Kalen’s brows shot up. “Oh?”

“Tonight, at the ball. I’ll get it back from him.”

As if it would be that easy.

“How exactly do you plan to do that, Brave Gwynore?”

I gave him a nasty look. He knew how much I hated the nickname everyone seemed to know about. Even someone as distant from me as Tyr. Though I would admit I kind of liked the way he said it. On everyone else, the title seemed to come off as one of nobility. A well-deserved epithet I couldn’t remember earning.

But when the words tumbled off the General’s tongue, it seemed almost suggestive, maybe even sensual. Then again, everything he said seemed to suggest something worth blushing over.

My mouth turned up, and I was sure my cheeks actually reddened as I made up the plan in my head. It was going to be the least fun I’d ever had but finding my way back to mysoul would not come without sacrifice. Even if it meant handing myself over to the ballroom floor.

“You hate dancing,” Kalen said, breaking my focus. I turned to him; eyes wide. I wished there was an enchantment I could learn to keep him from inviting himself into my thoughts.

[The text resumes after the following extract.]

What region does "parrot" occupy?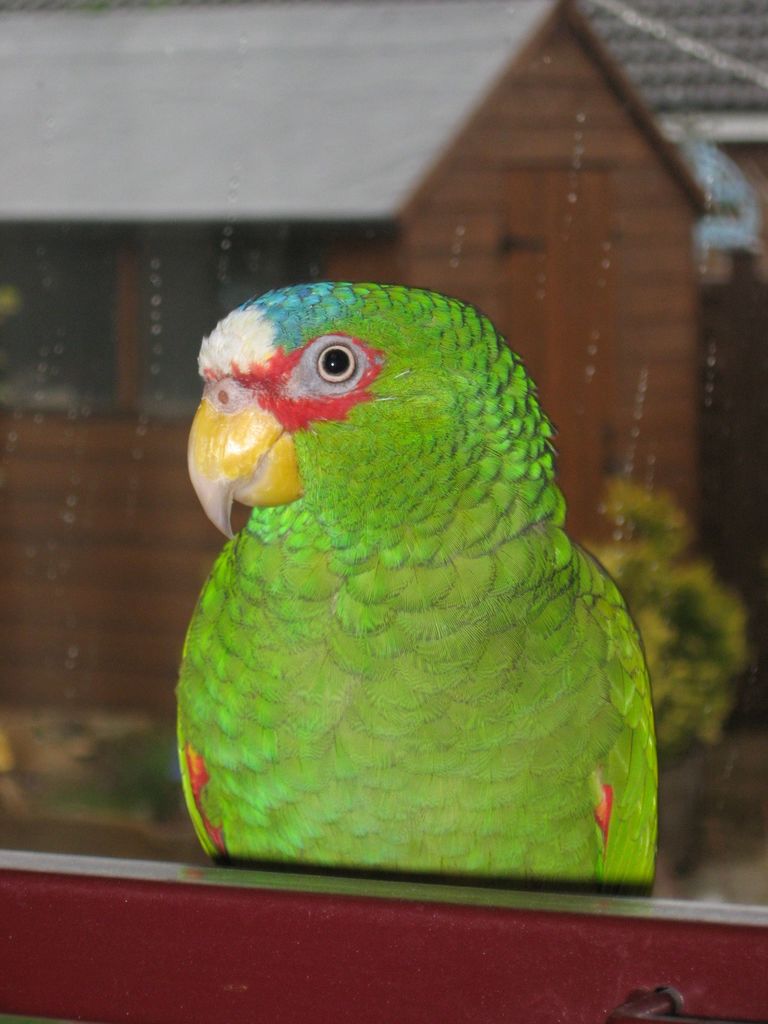
{"left": 176, "top": 280, "right": 655, "bottom": 900}.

“I also hate when you read my mind without permission.”

“I wasn’t.” He scrunched his nose, offended that I would even suggest it. “You hate dancing. It’s just something I know about you.”

Yes. That’s right. Because he knew me and I did not.

“The scholars of Leoth must have been pretty nuanced when they wrote that book about my life.”

“Or you’re just easier to read than you think you are.”

Across the room, Tyr’s recruits spread out, forcing Kalen and me to the edges of the training pit. I let my back press against one of the white stone monoliths that formed a large circle around the ring and I looked up into the cloudless sky.

Aegedonia’s sky was purest shade of blue I had seen anywhere on the Continent, like the sky and the sea poured themselves into each other, taking and giving until you couldn’t tell where one stopped and the other began.

“That’s beside the point,” I whispered to Kalen. “Do you think it will work?”

We were far enough away from Tyr and his troops, but not far enough to ward off the flies on the wall, or the crabs in the sand, I supposed, that could still be listening.

“What? Your plan to flirt with him all night long, ply him with alcohol, and then dance him into a drunken stupor for just long enough to steal the dagger back?”

I tilted my chin down at him in jest. “So you were listening?”

“Yes.”

“Yes, what?”

Kalen stuffed his duffel with our supplies, clearly eager to beanywhere but the training ring. He hefted it across one of his shoulders. “Yes, the gods-damned plan will work,” he grumbled and flipped an obscene gesture my way.

I laughed, truly, for the first time in so long. Tyr’s men stared, but I didn’t pay any attention, enjoying the sound as it spilled out of me.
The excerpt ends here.